When ~'t = 0, so that the inter-site flights are instantaneous jumps, (19) becomes
P.--2
454 V Balakrishnan and G Venkataraman
As already stated, when both r o and ~-x are non-zero, the structure of the theory
becomes non-trivial.
6. Concluding remarks
The significance of the general problem of interrupted diffusion has already been
expounded in paper I. Physical applications of current interest include superionic
conductance, diffusion in the presence of traps, and the diffusion of hydrogen in
metals--specifically, in the transition regime between jump diffusion in a lattice and
fluid-like diffusion, when the mean residence time at a site and the mean inter-site
flight times are comparable. Oscillatory diffusion, as occurs for instance in the pre-
sence of a local mode, complicates the problem further; a third characteristic time is
introduced. Earlier approaches address themselves to the problem of diffusion in a
periodic potential (in one dimension), and treat it in terms of a Fokker-Planck equa-
tion for the conditional probability density. Rather complicated systematic approxi-
mation schemes are then developed to evaluate the relevant response functions (such
as the frequency-dependent mobility, etc.), and to demonstrate the simultaneous
occurrence of oscillatory and diffusive effects in these. In contrast, we have visua-
lized a two-state generalized random walk model of the diffusion process, in which
the particle alternates between a state of flight between lattice sites and one of loca-
lized oscillation about a site.
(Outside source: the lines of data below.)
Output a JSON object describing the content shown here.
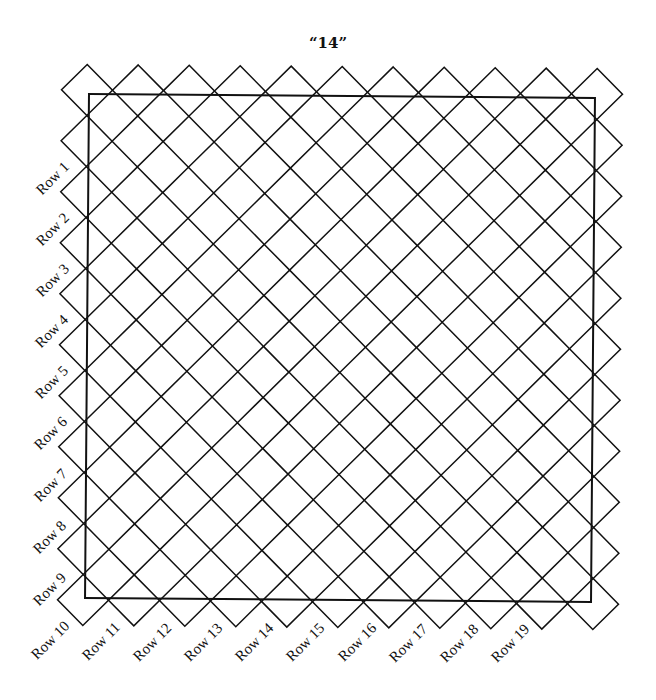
{
  "title": "“14”",
  "grid": {
    "columns": 11,
    "rows": 11,
    "origin_x": 85,
    "origin_y": 92,
    "spacing": 51,
    "half_diagonal": 25.5,
    "line_color": "#111111",
    "rotation_deg": 0.45
  },
  "frame": {
    "x": 87,
    "y": 96,
    "width": 506,
    "height": 504,
    "color": "#111111"
  },
  "left_labels": [
    {
      "label": "Row 1",
      "cx": 53,
      "cy": 178
    },
    {
      "label": "Row 2",
      "cx": 53,
      "cy": 229
    },
    {
      "label": "Row 3",
      "cx": 53,
      "cy": 280
    },
    {
      "label": "Row 4",
      "cx": 52,
      "cy": 331
    },
    {
      "label": "Row 5",
      "cx": 52,
      "cy": 382
    },
    {
      "label": "Row 6",
      "cx": 51,
      "cy": 433
    },
    {
      "label": "Row 7",
      "cx": 51,
      "cy": 485
    },
    {
      "label": "Row 8",
      "cx": 50,
      "cy": 537
    },
    {
      "label": "Row 9",
      "cx": 50,
      "cy": 589
    }
  ],
  "bottom_labels": [
    {
      "label": "Row 10",
      "cx": 50,
      "cy": 640
    },
    {
      "label": "Row 11",
      "cx": 101,
      "cy": 641
    },
    {
      "label": "Row 12",
      "cx": 152,
      "cy": 642
    },
    {
      "label": "Row 13",
      "cx": 203,
      "cy": 642
    },
    {
      "label": "Row 14",
      "cx": 254,
      "cy": 642
    },
    {
      "label": "Row 15",
      "cx": 305,
      "cy": 642
    },
    {
      "label": "Row 16",
      "cx": 357,
      "cy": 642
    },
    {
      "label": "Row 17",
      "cx": 408,
      "cy": 643
    },
    {
      "label": "Row 18",
      "cx": 459,
      "cy": 643
    },
    {
      "label": "Row 19",
      "cx": 510,
      "cy": 643
    }
  ]
}
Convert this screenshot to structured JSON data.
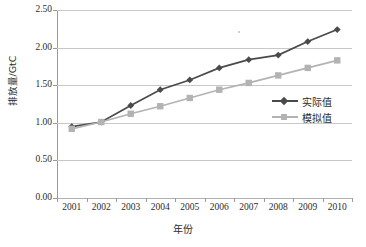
{
  "chart_data": {
    "type": "line",
    "title": "",
    "xlabel": "年份",
    "ylabel": "排放量/GtC",
    "categories": [
      "2001",
      "2002",
      "2003",
      "2004",
      "2005",
      "2006",
      "2007",
      "2008",
      "2009",
      "2010"
    ],
    "ylim": [
      0.0,
      2.5
    ],
    "yticks": [
      "0.00",
      "0.50",
      "1.00",
      "1.50",
      "2.00",
      "2.50"
    ],
    "ytick_values": [
      0.0,
      0.5,
      1.0,
      1.5,
      2.0,
      2.5
    ],
    "grid": true,
    "legend_position": "center-right",
    "series": [
      {
        "name": "实际值",
        "color": "#4a4a4a",
        "marker": "diamond",
        "values": [
          0.95,
          1.01,
          1.23,
          1.44,
          1.57,
          1.73,
          1.84,
          1.9,
          2.08,
          2.24
        ]
      },
      {
        "name": "模拟值",
        "color": "#b3b3b3",
        "marker": "square",
        "values": [
          0.92,
          1.01,
          1.12,
          1.22,
          1.33,
          1.44,
          1.53,
          1.63,
          1.73,
          1.83
        ]
      }
    ]
  },
  "legend": {
    "items": [
      {
        "label": "实际值"
      },
      {
        "label": "模拟值"
      }
    ]
  },
  "axes": {
    "x_title": "年份",
    "y_title": "排放量/GtC"
  }
}
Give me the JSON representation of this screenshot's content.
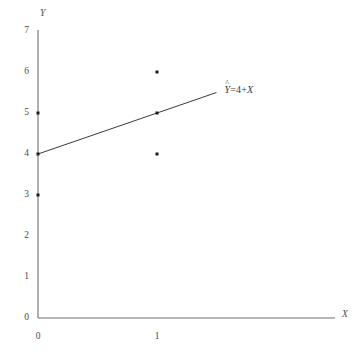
{
  "chart_data": {
    "type": "scatter",
    "title": "",
    "subtitle": "",
    "xlabel": "X",
    "ylabel": "Y",
    "xlim": [
      0,
      2.5
    ],
    "ylim": [
      0,
      7
    ],
    "grid": false,
    "legend_position": "none",
    "x_ticks": [
      "0",
      "1"
    ],
    "x_tick_values": [
      0,
      1
    ],
    "y_ticks": [
      "0",
      "1",
      "2",
      "3",
      "4",
      "5",
      "6",
      "7"
    ],
    "y_tick_values": [
      0,
      1,
      2,
      3,
      4,
      5,
      6,
      7
    ],
    "points": [
      {
        "x": 0,
        "y": 5
      },
      {
        "x": 0,
        "y": 4
      },
      {
        "x": 0,
        "y": 3
      },
      {
        "x": 1,
        "y": 6
      },
      {
        "x": 1,
        "y": 5
      },
      {
        "x": 1,
        "y": 4
      }
    ],
    "fit_line": {
      "intercept": 4,
      "slope": 1,
      "x_start": 0,
      "x_end": 1.5,
      "y_start": 4,
      "y_end": 5.5
    },
    "annotations": [
      {
        "name": "regression-equation",
        "hat_symbol": "^",
        "response_var": "Y",
        "equals": "=",
        "intercept": "4",
        "plus": "+",
        "predictor_var": "X",
        "full_text": "Ŷ = 4 + X",
        "x": 1.55,
        "y": 5.55
      }
    ],
    "colors": {
      "axis": "#6e6e6e",
      "fit_line": "#3a3a3a",
      "point": "#1a1a1a",
      "text": "#4a4a4a",
      "background": "#ffffff"
    }
  },
  "axes": {
    "y_axis_title": "Y",
    "x_axis_title": "X"
  }
}
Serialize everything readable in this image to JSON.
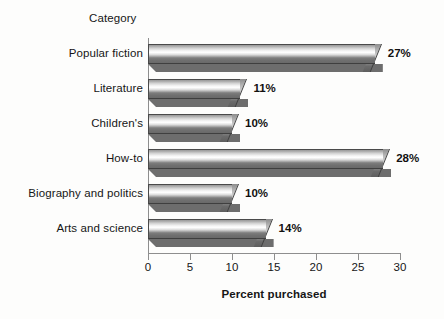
{
  "chart_data": {
    "type": "bar",
    "orientation": "horizontal",
    "title": "",
    "xlabel": "Percent purchased",
    "ylabel": "Category",
    "xlim": [
      0,
      30
    ],
    "xticks": [
      0,
      5,
      10,
      15,
      20,
      25,
      30
    ],
    "xtick_labels": [
      "0",
      "5",
      "10",
      "15",
      "20",
      "25",
      "30"
    ],
    "grid": false,
    "legend": null,
    "categories": [
      "Popular fiction",
      "Literature",
      "Children's",
      "How-to",
      "Biography and politics",
      "Arts and science"
    ],
    "values": [
      27,
      11,
      10,
      28,
      10,
      14
    ],
    "data_labels": [
      "27%",
      "11%",
      "10%",
      "28%",
      "10%",
      "14%"
    ],
    "colors": {
      "bar_light": "#ffffff",
      "bar_mid": "#b4b4b4",
      "bar_dark": "#6d6d6d",
      "bar_outline": "#3f3f3f",
      "axis": "#8e8e8e",
      "text": "#161616",
      "background": "#fdfdfc"
    }
  }
}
With the help of simple physical inputs for the primary
quantities characterizing this random walk, we have, in this paper, used the very
effective CTRW technique in velocity space to derive convenient and physically
sensible closed-form expressions for all the quantities of interest in oscillatory diffu-
sion. The structure of these expressions is quite non-trivial, while remaining emi-
nently tractable, and a number of known results are recovered as special cases on
passing to the appropriate limits. The result for the generalized diffusion constant
D that is displayed in (32), and the subsequent discussion, should serve as a convinc-
ing illustration of these statements.
The scope of this paper has throughout been restricted to the following broad
objective: the derivation of a theoretical description encompassing certain qualitative
features expected of oscillatory diffusion on the basis of a variety of experimental
observations (e.g., the frequency-dependent conductivity of certain superionic con-
ductors, the structure factor probed by neutron scattering studies of hydrogen in
metals, etc.) The features referred to include the transition region from jump
diffusion to fluid-like diffusion, the peak at a non-zero value of the frequency
in the dynamic mobility, the secondary peak in the dynamic structure factor, and
so on. The attainment of such an objective is clearly an essential prelude to the
detailed analysis of specific experimental findings. The latter would in any case
involve a tailoring of the general theory in its details, depending upon the particular
case under study. Not the least of the advantages in favour of the approach
adopted here is its ready amenability to the generalizations or modifications that
may be required in this regard: for example, the important one of extension to
three dimensions; the incorporation of more involved holding-time distributions
controlling the diffusion process; and the use of different functional forms for the
basic probability distributions g and h to take into account the distinct physical
circumstances encountered in different problems.
Two-state random walk model 455
Acknowledgements
We are very grateful to V Umadevi for her invaluable help in carrying out the nume-
rical computations leading to the graphs presented in the figures.